Lead Service Line Replacement Tracker
This water utility's lead service line (LSL) replacement program is tracked from public Consumer Confidence Report filings. Email signup notifies subscribers when the utility files an updated replacement plan or progress milestone.
Dearborn
ZipCheckup is not affiliated with this water utility. LSL replacement-program data is sourced from public CCR filings published by the utility. Subscription notifications are based on automated parsing of subsequent CCR releases.
Learn more about Lead and Copper Rule replacement requirements →
Lead Service Line Inventory
Service line breakdown reported under the federal Lead and Copper Rule Improvements (LCRI) inventory requirement:
Federal LCRI rule (effective October 2024) requires every public water system to inventory its service lines and complete lead-line replacement within 10 years.
Source: EPA SDWIS Federal Service Line Inventory (Phase 2) · Submitted 2026
ZipCheckup is not affiliated with the utility or state agency. Inventory figures render verbatim from the public LCRI submission cited above; ZipCheckup does not perform inspections or replacements.
Aesthetic water quality
These measurements describe the look, taste, and feel of the water this utility delivers. They are not contaminant violations — they sit alongside federal Secondary Maximum Contaminant Levels (SMCLs) which the EPA publishes as non-enforceable guidance.

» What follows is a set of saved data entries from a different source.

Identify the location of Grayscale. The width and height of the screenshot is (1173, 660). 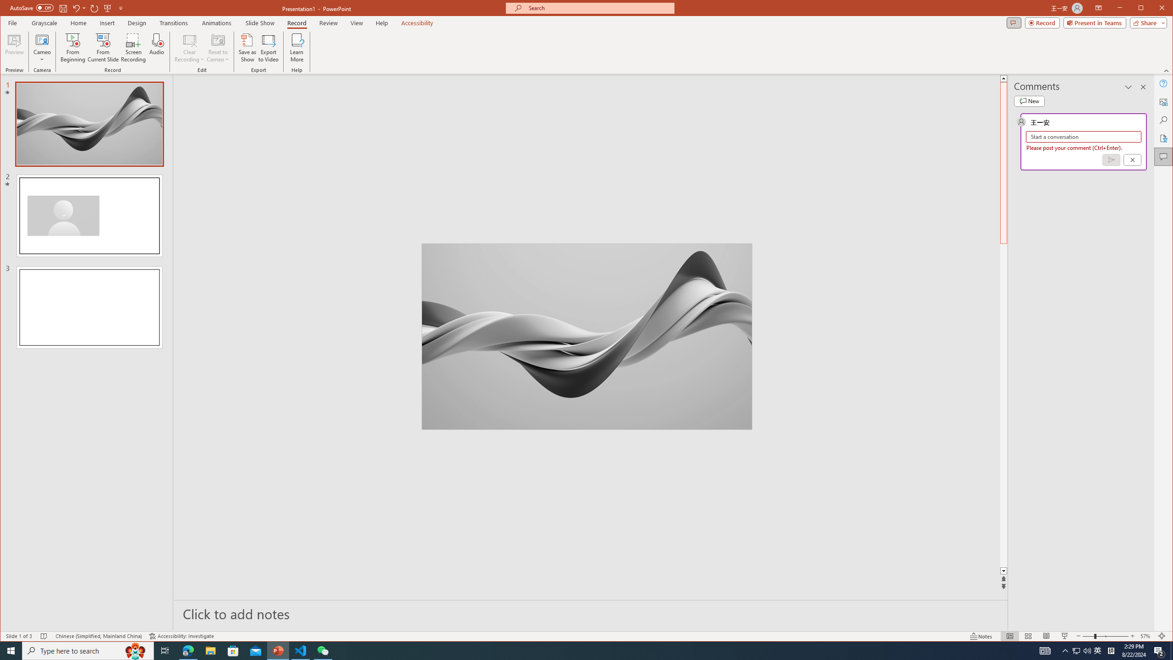
(44, 23).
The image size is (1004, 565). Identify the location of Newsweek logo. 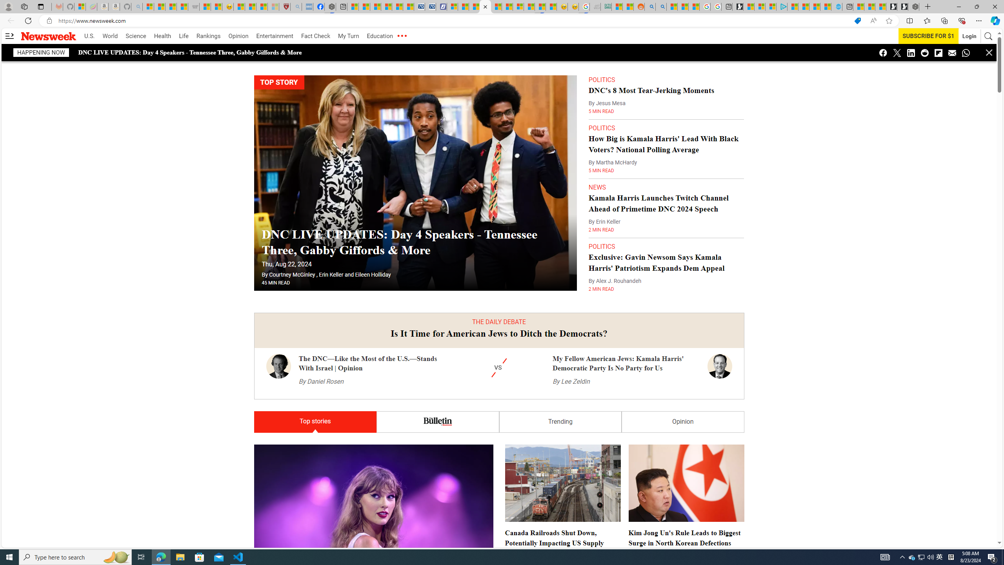
(49, 36).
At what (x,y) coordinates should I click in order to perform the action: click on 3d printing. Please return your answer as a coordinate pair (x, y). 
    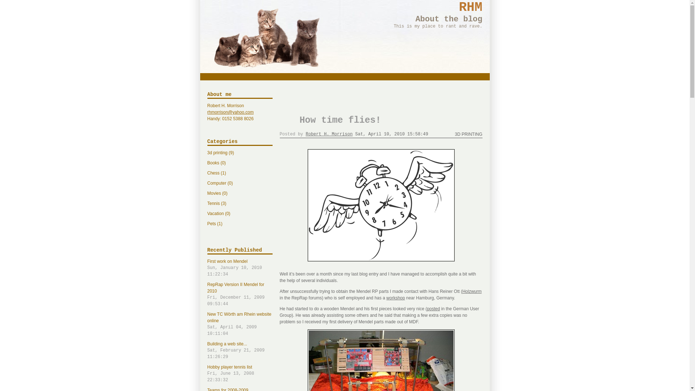
    Looking at the image, I should click on (240, 373).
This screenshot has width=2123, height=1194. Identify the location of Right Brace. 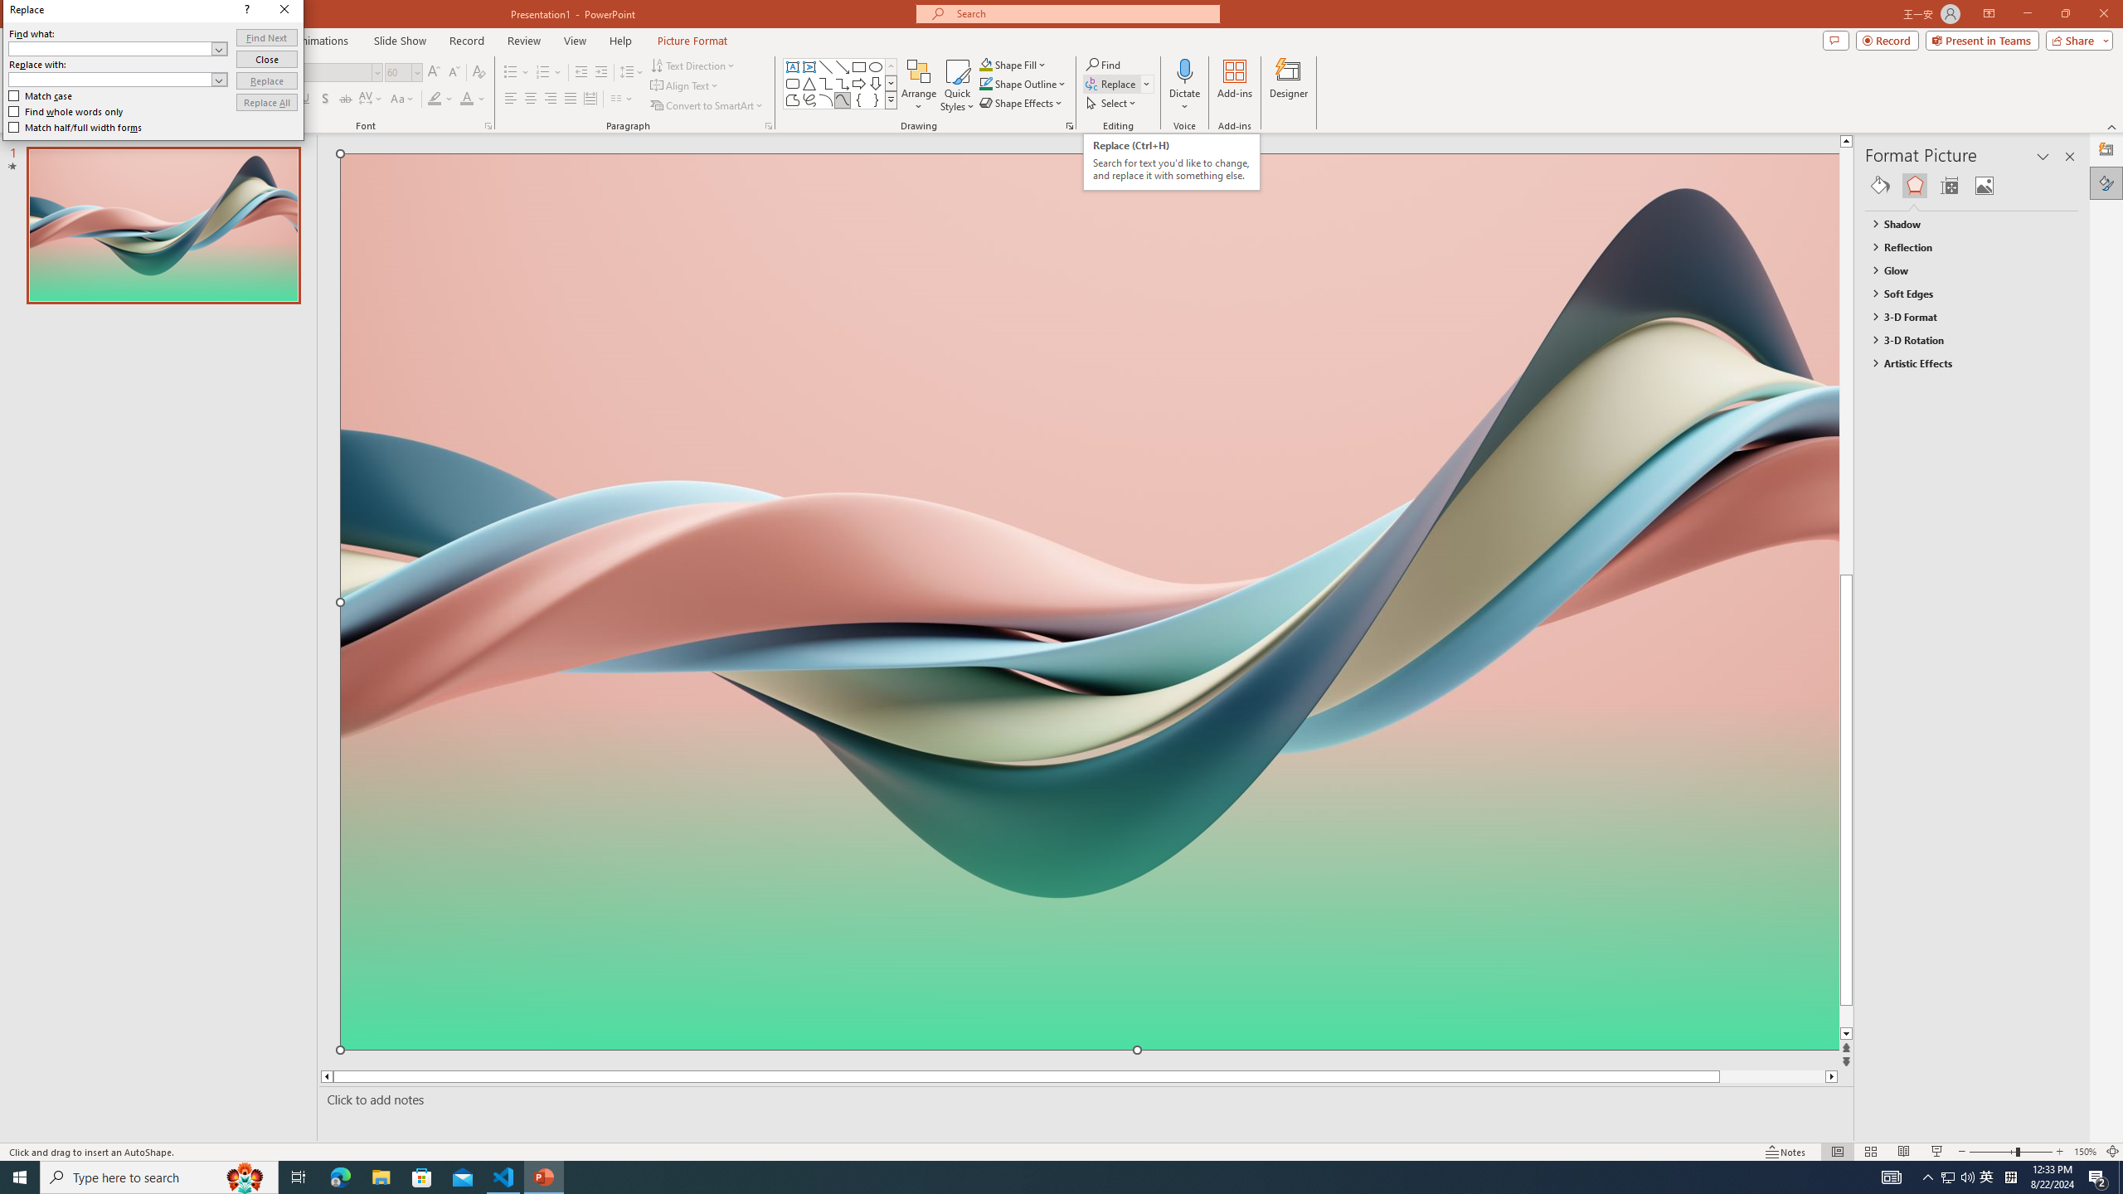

Aesthetic measurements from Dearborn Consumer Confidence Report.
Aesthetic measurements are reported by the utility from its annual sampling. EPA Secondary MCLs are advisory thresholds — values outside them indicate aesthetic concerns such as taste or appearance, not health violations. Federal contaminant testing is shown in the sections above.
Notable events and violations
This section summarizes events the utility chose to disclose in its most recent Consumer Confidence Report, plus any federal compliance violations the utility recorded against itself. Both lists are utility-authored — ZipCheckup does not audit, judge, or reorder them.
Notable events from the utility's CCR
These bullet entries are the utility's own narration of operational, regulatory, or infrastructure events during the reporting period.
- Summary of Violation: Great Lakes Water Authority (GLWA) did not monitor individual filter turbidity for five hours on September 2, 2024, due to an interruption of power at the GLWA Springwells Water Treatment Plant.
ZipCheckup note: items above reflect what the utility published in its most recent CCR. Federal violation records are also tracked separately by the EPA Safe Drinking Water Information System (SDWIS) — the SDWIS record is the authoritative federal source for any specific regulatory action.